Comparison

OpsCurb vs AWS Cost Explorer for startup teams that need specific AWS cleanup actions

Cost Explorer is strong for visibility. OpsCurb is built for the next move: the exact AWS resources to review, a clear savings estimate, and a handoff to an owner who can actually close the loop.

Most tools stop at visibility. OpsCurb treats findings like work: identify the resource, assign the owner, and keep follow-through visible until it closes.

Exact resources, not just spend trendsCore Scan Role-first scanBuilt for teams without FinOps headcount

Tiered AWS access

Start with the Core Scan Role, add optional capabilities later, and review the public permission mapping before you connect.

Priority context

Frame the issue in monthly and annual impact so the cleanup gets prioritized and tracked.

Owner-ready next step

Use evidence, guardrails, and handoff language instead of raw AWS screenshots alone.

Where AWS Cost Explorer fits

AWS Cost Explorer is strong for billing views, trend analysis, and understanding where spend is going. It is often the first place teams look when the bill jumps.

What it does not do by itself is turn that spend into a prioritized list of exact resources with owner-ready remediation guidance.

Where startup teams still get stuck

Most startup teams do not need another dashboard that says costs are up. They need a way to turn suspicious spend into concrete cleanup actions they can assign this week.

That gap usually shows up in idle resources, storage drift, network waste, and observability bloat that everyone suspects but nobody has time to prove, price, and hand off properly.

  • Cost Explorer shows spend categories, not a complete waste audit workflow
  • It does not create an owner-ready cleanup queue on its own
  • Founders and platform leads still have to translate billing signals into actionable findings
  • The person reviewing the bill is often not the engineer who will make the change

Where OpsCurb differs

OpsCurb is designed to start with a narrow Core Scan Role, get to a useful first scan quickly, and package findings around exact AWS resources, estimated savings, owners, and next steps.

The practical edge is startup-friendly: a forwardable first-scan brief, an accountability workflow, and Deep Inspect when a savings opportunity needs extra caution before anyone touches AWS.

  • Core Scan Role first and no agents
  • Forwardable first-scan brief with savings, findings, and next steps
  • Accountability workflow plus Deep Inspect and remediation guidance

When to choose each

Use AWS Cost Explorer when you mainly need native spend reporting and internal analysis. Use OpsCurb when the immediate need is to turn that billing signal into exact findings, owner handoff, and follow-through.

Many teams use both: Cost Explorer for broad billing visibility and OpsCurb for a Core Scan Role-first scan and cleanup workflow that moves likely waste into action.

FAQ

Questions buyers ask before they act

These are the friction points teams usually need to clear before they turn a likely savings opportunity into a real cleanup task.

Is OpsCurb replacing AWS Cost Explorer?

Not necessarily. Many teams use Cost Explorer for broad reporting and OpsCurb for concrete waste detection and follow-through.

What is the main difference?

Cost Explorer is primarily spend visibility. OpsCurb is focused on turning AWS waste signals into exact findings, remediation guidance, and owner-ready next steps.

Why is this useful for startups?

Because startups often know what they are paying for, but do not yet have a dedicated FinOps function to turn billing data into an operating workflow.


▶ **Exercise instructions**:
Copy each line of the entries beneath that contains the word "pixels".

▶ **Material to process**:
_____

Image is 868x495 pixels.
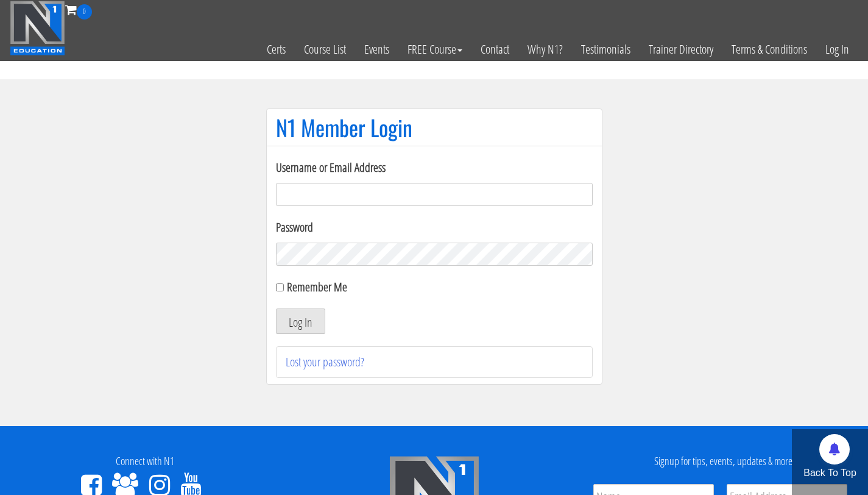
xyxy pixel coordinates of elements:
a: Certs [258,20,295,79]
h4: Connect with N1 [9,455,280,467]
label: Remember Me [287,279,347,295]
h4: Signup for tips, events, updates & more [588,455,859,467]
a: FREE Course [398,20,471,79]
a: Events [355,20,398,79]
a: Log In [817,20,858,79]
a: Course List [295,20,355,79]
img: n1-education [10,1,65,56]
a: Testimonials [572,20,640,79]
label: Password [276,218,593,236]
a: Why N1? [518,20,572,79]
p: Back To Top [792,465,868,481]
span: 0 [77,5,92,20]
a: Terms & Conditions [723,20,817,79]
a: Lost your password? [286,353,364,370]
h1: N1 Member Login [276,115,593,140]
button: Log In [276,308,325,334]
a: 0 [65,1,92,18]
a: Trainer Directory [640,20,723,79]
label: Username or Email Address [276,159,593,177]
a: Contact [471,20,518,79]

_____

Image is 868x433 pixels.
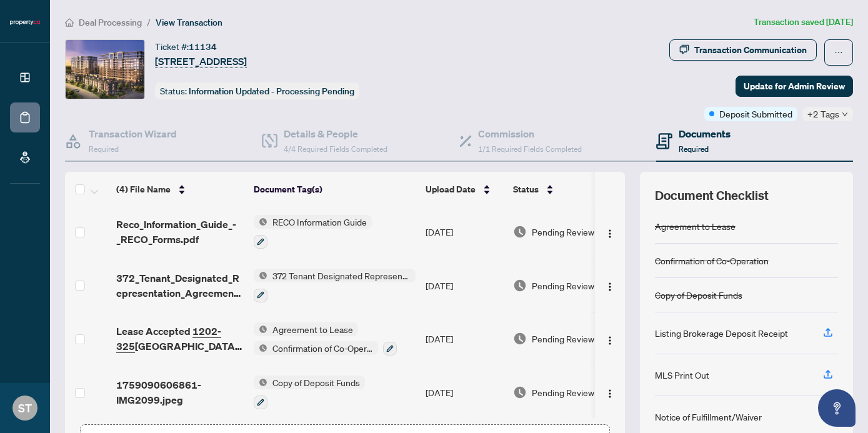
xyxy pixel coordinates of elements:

_____

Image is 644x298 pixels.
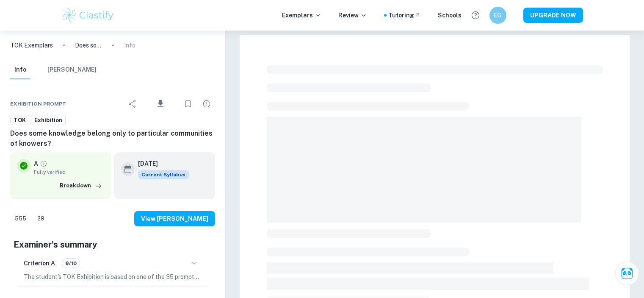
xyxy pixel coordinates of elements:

_____

▶ **Written reply**:
Image is 868x495 pixels.
Image is 868x433 pixels.
Image is 644x298 pixels.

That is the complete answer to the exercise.